First, let’s talk about what single-head attention is: The processed 512-dimensional vector space is multiplied by three 512x512 weight matrices, Wq, Wk, Wv, to obtain three vectors Q (Query): representation of what information the current position wants to find, K (Key): representation of what information each position can provide, V (Value): the actual information content contained at each position. Then we compute attention through these Q, K, V using the formula: Attention(Q, K, V) = softmax(QK^T/√d_k)V, where d_k represents the dimension. Taking “I love drinking water” as an example, when processing the word “drinking”: Q (query for “drinking”): represents what information “drinking” wants to focus on, such as “I need to find objects related to the action”, K (keys for all positions): the type of information each word provides, such as “I” provides subject information, “water” provides object information, V (values for all positions): the actual semantic content of each word. By computing the similarity between “drinking”’s Q and all words’ K, the model finds that “water”’s K best matches “drinking”’s Q, thus assigning higher attention weight to “water”’s V, allowing “drinking” to focus more on the object information “water”.

“Attention is All You Need” innovatively provides multi-head attention, which is the Multi-Head Attention shown in the diagram. The main difference from single-head is that the processed 512-dimensional input vector space is multiplied by 8 groups of three 512×64 weight matrices, then after attention computation, 8 groups of 64-dimensional vector spaces are obtained, concatenated and passed through a linear layer to finally output a 512-dimensional vector. This provides rich semantic computation without increasing computational cost.

Then this vector undergoes residual computation and normalization with the input vector space to avoid losing too much input information after attention computation. Finally, it passes through a feed-forward network once more to form one attention layer. Through multiple attention layers, we can obtain an encoder.

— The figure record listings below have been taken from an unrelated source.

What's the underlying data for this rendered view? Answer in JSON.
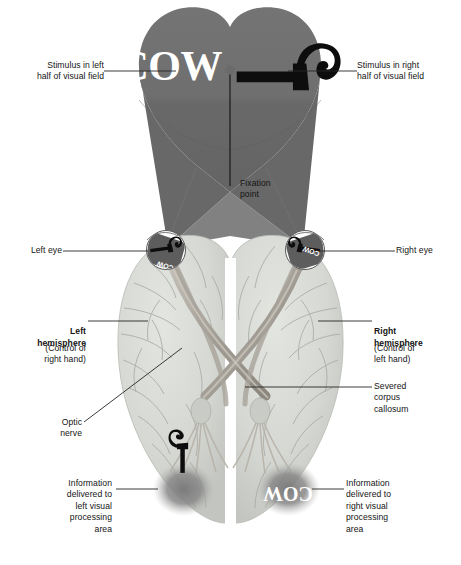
{
  "diagram": {
    "stimulus_word": "COW",
    "stimulus_object_icon": "hammer-icon",
    "colors": {
      "visual_field": "#6e6e6e",
      "visual_field_lower": "#6a6a6a",
      "brain": "#d9dbd6",
      "brain_shade": "#c3c6c1",
      "nerve": "#b4b0a8",
      "nerve_dark": "#8e8a82",
      "text": "#141414",
      "leader_line": "#262626",
      "glow": "#8d8d8d"
    }
  },
  "labels": {
    "stimulus_left": "Stimulus in left\nhalf of visual field",
    "stimulus_right": "Stimulus in right\nhalf of visual field",
    "fixation_point": "Fixation\npoint",
    "left_eye": "Left eye",
    "right_eye": "Right eye",
    "left_hemisphere_title": "Left\nhemisphere",
    "left_hemisphere_sub": "(Control of\nright hand)",
    "right_hemisphere_title": "Right\nhemisphere",
    "right_hemisphere_sub": "(Control of\nleft hand)",
    "optic_nerve": "Optic\nnerve",
    "severed_corpus_callosum": "Severed\ncorpus\ncallosum",
    "info_left": "Information\ndelivered to\nleft visual\nprocessing\narea",
    "info_right": "Information\ndelivered to\nright visual\nprocessing\narea"
  },
  "retina_text": {
    "left_eye_word": "COW",
    "left_eye_object": "hammer-icon",
    "right_eye_word": "COW",
    "right_eye_object": "hammer-icon"
  },
  "cortex_text": {
    "left_visual_area_object": "hammer-icon",
    "right_visual_area_word": "COW"
  }
}
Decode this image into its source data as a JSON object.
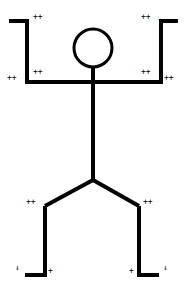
{
  "figure": {
    "stroke_color": "#000000",
    "background": "#ffffff",
    "stroke_width": 4,
    "head": {
      "cx": 93,
      "cy": 48,
      "r": 19
    },
    "segments": {
      "left_hand": {
        "x1": 9,
        "y1": 21,
        "x2": 27,
        "y2": 21
      },
      "left_forearm": {
        "x1": 27,
        "y1": 19,
        "x2": 27,
        "y2": 82
      },
      "shoulders": {
        "x1": 25,
        "y1": 82,
        "x2": 163,
        "y2": 82
      },
      "right_forearm": {
        "x1": 161,
        "y1": 19,
        "x2": 161,
        "y2": 82
      },
      "right_hand": {
        "x1": 159,
        "y1": 21,
        "x2": 178,
        "y2": 21
      },
      "neck_torso": {
        "x1": 93,
        "y1": 67,
        "x2": 93,
        "y2": 180
      },
      "left_thigh": {
        "x1": 93,
        "y1": 180,
        "x2": 45,
        "y2": 206
      },
      "right_thigh": {
        "x1": 93,
        "y1": 180,
        "x2": 139,
        "y2": 206
      },
      "left_shin": {
        "x1": 45,
        "y1": 206,
        "x2": 45,
        "y2": 276
      },
      "right_shin": {
        "x1": 139,
        "y1": 206,
        "x2": 139,
        "y2": 276
      },
      "left_foot": {
        "x1": 25,
        "y1": 275,
        "x2": 47,
        "y2": 275
      },
      "right_foot": {
        "x1": 137,
        "y1": 275,
        "x2": 159,
        "y2": 275
      }
    }
  },
  "markers": [
    {
      "id": "left-hand-top",
      "text": "++",
      "x": 33,
      "y": 17
    },
    {
      "id": "right-hand-top",
      "text": "++",
      "x": 141,
      "y": 17
    },
    {
      "id": "left-elbow",
      "text": "++",
      "x": 33,
      "y": 72
    },
    {
      "id": "right-elbow",
      "text": "++",
      "x": 141,
      "y": 72
    },
    {
      "id": "left-shoulder-outer",
      "text": "++",
      "x": 7,
      "y": 78
    },
    {
      "id": "right-shoulder-outer",
      "text": "++",
      "x": 164,
      "y": 78
    },
    {
      "id": "left-knee",
      "text": "++",
      "x": 26,
      "y": 202
    },
    {
      "id": "right-knee",
      "text": "++",
      "x": 143,
      "y": 202
    },
    {
      "id": "left-ankle",
      "text": "+",
      "x": 48,
      "y": 271
    },
    {
      "id": "right-ankle",
      "text": "+",
      "x": 129,
      "y": 271
    },
    {
      "id": "left-toe",
      "text": "↓",
      "x": 15,
      "y": 268
    },
    {
      "id": "right-toe",
      "text": "↓",
      "x": 163,
      "y": 268
    }
  ]
}
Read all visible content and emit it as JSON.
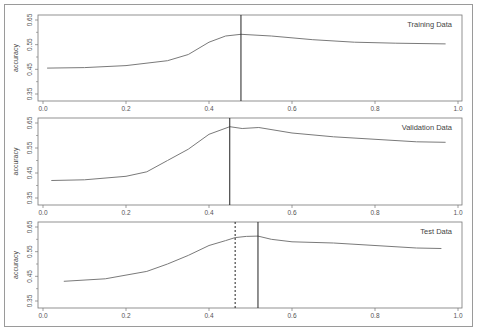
{
  "chart_data": [
    {
      "type": "line",
      "title": "Training Data",
      "xlabel": "",
      "ylabel": "accuracy",
      "xlim": [
        0.0,
        1.0
      ],
      "ylim": [
        0.33,
        0.67
      ],
      "xticks": [
        "0.0",
        "0.2",
        "0.4",
        "0.6",
        "0.8",
        "1.0"
      ],
      "yticks": [
        "0.35",
        "0.45",
        "0.55",
        "0.65"
      ],
      "grid": false,
      "legend": "none",
      "x": [
        0.01,
        0.1,
        0.2,
        0.3,
        0.35,
        0.4,
        0.44,
        0.477,
        0.55,
        0.65,
        0.75,
        0.85,
        0.97
      ],
      "series": [
        {
          "name": "accuracy",
          "values": [
            0.455,
            0.457,
            0.465,
            0.485,
            0.51,
            0.56,
            0.585,
            0.592,
            0.585,
            0.57,
            0.56,
            0.556,
            0.553
          ]
        }
      ],
      "vlines": [
        {
          "x": 0.477,
          "style": "solid"
        }
      ]
    },
    {
      "type": "line",
      "title": "Validation Data",
      "xlabel": "",
      "ylabel": "accuracy",
      "xlim": [
        0.0,
        1.0
      ],
      "ylim": [
        0.33,
        0.67
      ],
      "xticks": [
        "0.0",
        "0.2",
        "0.4",
        "0.6",
        "0.8",
        "1.0"
      ],
      "yticks": [
        "0.35",
        "0.45",
        "0.55",
        "0.65"
      ],
      "grid": false,
      "legend": "none",
      "x": [
        0.02,
        0.1,
        0.2,
        0.25,
        0.3,
        0.35,
        0.4,
        0.45,
        0.48,
        0.52,
        0.6,
        0.7,
        0.8,
        0.9,
        0.97
      ],
      "series": [
        {
          "name": "accuracy",
          "values": [
            0.42,
            0.423,
            0.437,
            0.455,
            0.5,
            0.545,
            0.605,
            0.635,
            0.628,
            0.632,
            0.61,
            0.595,
            0.585,
            0.575,
            0.573
          ]
        }
      ],
      "vlines": [
        {
          "x": 0.45,
          "style": "solid"
        }
      ]
    },
    {
      "type": "line",
      "title": "Test Data",
      "xlabel": "",
      "ylabel": "accuracy",
      "xlim": [
        0.0,
        1.0
      ],
      "ylim": [
        0.33,
        0.67
      ],
      "xticks": [
        "0.0",
        "0.2",
        "0.4",
        "0.6",
        "0.8",
        "1.0"
      ],
      "yticks": [
        "0.35",
        "0.45",
        "0.55",
        "0.65"
      ],
      "grid": false,
      "legend": "none",
      "x": [
        0.05,
        0.15,
        0.2,
        0.25,
        0.3,
        0.35,
        0.4,
        0.44,
        0.463,
        0.49,
        0.518,
        0.55,
        0.6,
        0.7,
        0.8,
        0.9,
        0.96
      ],
      "series": [
        {
          "name": "accuracy",
          "values": [
            0.43,
            0.44,
            0.455,
            0.47,
            0.5,
            0.535,
            0.575,
            0.595,
            0.607,
            0.612,
            0.613,
            0.6,
            0.59,
            0.585,
            0.575,
            0.565,
            0.563
          ]
        }
      ],
      "vlines": [
        {
          "x": 0.463,
          "style": "dashed"
        },
        {
          "x": 0.518,
          "style": "solid"
        }
      ]
    }
  ],
  "panels": [
    {
      "title": "Training Data",
      "ylabel": "accuracy"
    },
    {
      "title": "Validation Data",
      "ylabel": "accuracy"
    },
    {
      "title": "Test Data",
      "ylabel": "accuracy"
    }
  ],
  "colors": {
    "curve": "#7a7a7a",
    "vline": "#222222",
    "axis": "#777777",
    "frame": "#9a9a9a"
  }
}
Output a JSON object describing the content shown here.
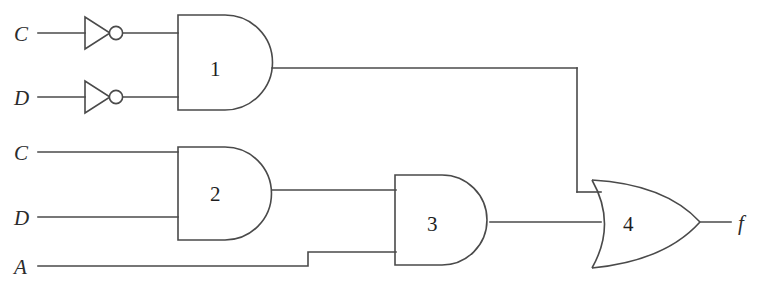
{
  "diagram": {
    "type": "logic-circuit-schematic",
    "line_color": "#4a4a4a",
    "background_color": "#ffffff",
    "width": 763,
    "height": 294
  },
  "inputs": [
    {
      "id": "in-c-top",
      "label": "C",
      "x": 20,
      "y": 33,
      "wire_y": 33,
      "inverted": true,
      "target_gate": "1"
    },
    {
      "id": "in-d-top",
      "label": "D",
      "x": 20,
      "y": 97,
      "wire_y": 97,
      "inverted": true,
      "target_gate": "1"
    },
    {
      "id": "in-c-bottom",
      "label": "C",
      "x": 20,
      "y": 152,
      "wire_y": 152,
      "inverted": false,
      "target_gate": "2"
    },
    {
      "id": "in-d-bottom",
      "label": "D",
      "x": 20,
      "y": 217,
      "wire_y": 217,
      "inverted": false,
      "target_gate": "2"
    },
    {
      "id": "in-a",
      "label": "A",
      "x": 20,
      "y": 266,
      "wire_y": 266,
      "inverted": false,
      "target_gate": "3"
    }
  ],
  "inverters": [
    {
      "id": "inv-c",
      "for_input": "C",
      "cy": 33,
      "tip_x": 110,
      "bubble_cx": 116
    },
    {
      "id": "inv-d",
      "for_input": "D",
      "cy": 97,
      "tip_x": 110,
      "bubble_cx": 116
    }
  ],
  "gates": [
    {
      "id": "gate-1",
      "number": "1",
      "type": "AND",
      "label_x": 215,
      "label_y": 75,
      "left_x": 178,
      "top_y": 15,
      "bottom_y": 110,
      "out_x": 272,
      "out_y": 68,
      "inputs": [
        "NOT C",
        "NOT D"
      ],
      "output_to": "gate-4"
    },
    {
      "id": "gate-2",
      "number": "2",
      "type": "AND",
      "label_x": 215,
      "label_y": 200,
      "left_x": 178,
      "top_y": 147,
      "bottom_y": 240,
      "out_x": 272,
      "out_y": 190,
      "inputs": [
        "C",
        "D"
      ],
      "output_to": "gate-3"
    },
    {
      "id": "gate-3",
      "number": "3",
      "type": "AND",
      "label_x": 432,
      "label_y": 230,
      "left_x": 395,
      "top_y": 175,
      "bottom_y": 265,
      "out_x": 490,
      "out_y": 222,
      "inputs": [
        "gate-2 output",
        "A"
      ],
      "output_to": "gate-4"
    },
    {
      "id": "gate-4",
      "number": "4",
      "type": "OR",
      "label_x": 628,
      "label_y": 230,
      "left_x": 592,
      "top_y": 180,
      "bottom_y": 268,
      "out_x": 700,
      "out_y": 222,
      "inputs": [
        "gate-1 output",
        "gate-3 output"
      ],
      "output_to": "f"
    }
  ],
  "output": {
    "id": "out-f",
    "label": "f",
    "label_x": 741,
    "label_y": 229,
    "wire_start_x": 700,
    "wire_end_x": 731,
    "wire_y": 222
  },
  "routing": {
    "gate1_out_run_to_x": 577,
    "gate1_drop_to_y": 192,
    "gate1_into_or_x": 600,
    "a_step_x": 308,
    "a_low_y": 266,
    "a_high_y": 252,
    "a_into_gate3_x": 395
  },
  "expression": {
    "gate1": "C' · D'",
    "gate2": "C · D",
    "gate3": "(C · D) · A",
    "gate4": "f = (C' · D') + (C · D · A)"
  }
}
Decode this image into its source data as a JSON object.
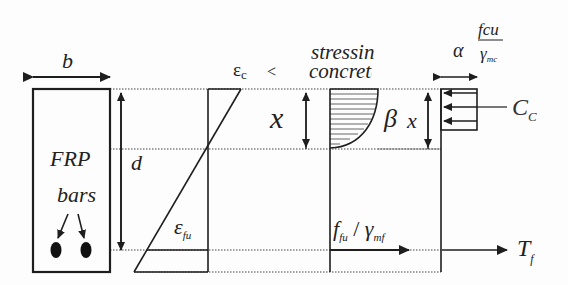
{
  "diagram": {
    "section": {
      "width_label": "b",
      "depth_label": "d",
      "material_label": "FRP",
      "bars_label": "bars",
      "bar_count": 2
    },
    "strain": {
      "top_label": "ε",
      "top_sub": "c",
      "top_suffix": "<",
      "bottom_label": "ε",
      "bottom_sub": "fu"
    },
    "neutral_axis": {
      "label": "x"
    },
    "stress": {
      "heading_line1": "stressin",
      "heading_line2": "concrete",
      "beta_label": "β",
      "x_label": "x",
      "steel_stress_label": "f",
      "steel_stress_sub": "fu",
      "steel_stress_div": "/",
      "steel_gamma": "γ",
      "steel_gamma_sub": "mf"
    },
    "block": {
      "alpha": "α",
      "numerator": "fcu",
      "denominator": "γ",
      "denominator_sub": "mc",
      "compression_label": "C",
      "compression_sub": "C",
      "tension_label": "T",
      "tension_sub": "f"
    },
    "colors": {
      "line": "#1e1e1e",
      "dotted": "#444444",
      "hatch": "#555555",
      "text": "#222222"
    }
  }
}
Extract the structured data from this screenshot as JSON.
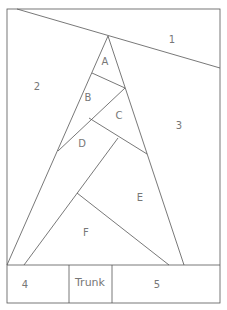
{
  "diagram": {
    "type": "paper-piecing pattern",
    "line_color": "#555555",
    "label_color": "#777777",
    "labels": {
      "r1": "1",
      "r2": "2",
      "r3": "3",
      "r4": "4",
      "r5": "5",
      "trunk": "Trunk",
      "a": "A",
      "b": "B",
      "c": "C",
      "d": "D",
      "e": "E",
      "f": "F"
    }
  }
}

Now back to the decoder. Our goal is to train the model to predict output, then compare the predicted output with the training target output to see if it’s accurate. If not accurate, we adjust the model’s weights until the model’s predicted output loss is relatively small. The decoder processes the target output by first performing Masked Multi-Head Attention, which applies masking to the target output so the model won’t cheat by seeing the target output. Then the output vector is multiplied by the next attention computation’s Wq to compute Query, while using the encoder’s processed input multiplied by Wk, Wv to obtain Key and Value. Next comes residual computation, normalization, and feed-forward network computation to get the output. This process also goes through N layers. After multiple layers of attention computation, we already have the predicted result, but we need to convert it into a usable output format. So first we pass it through a mapping to convert it into a distribution over all outputs, then through Softmax to convert it into a probability table. Finally, we take the output with the highest probability as the result.

Compared to traditional neural networks like RNN and CNN, the total computational complexity per layer is reduced. The key advantage over RNNs is that this mechanism allows parallel computation, greatly reducing computation time for large amounts of input, and improves the model’s ability to learn long-range dependencies.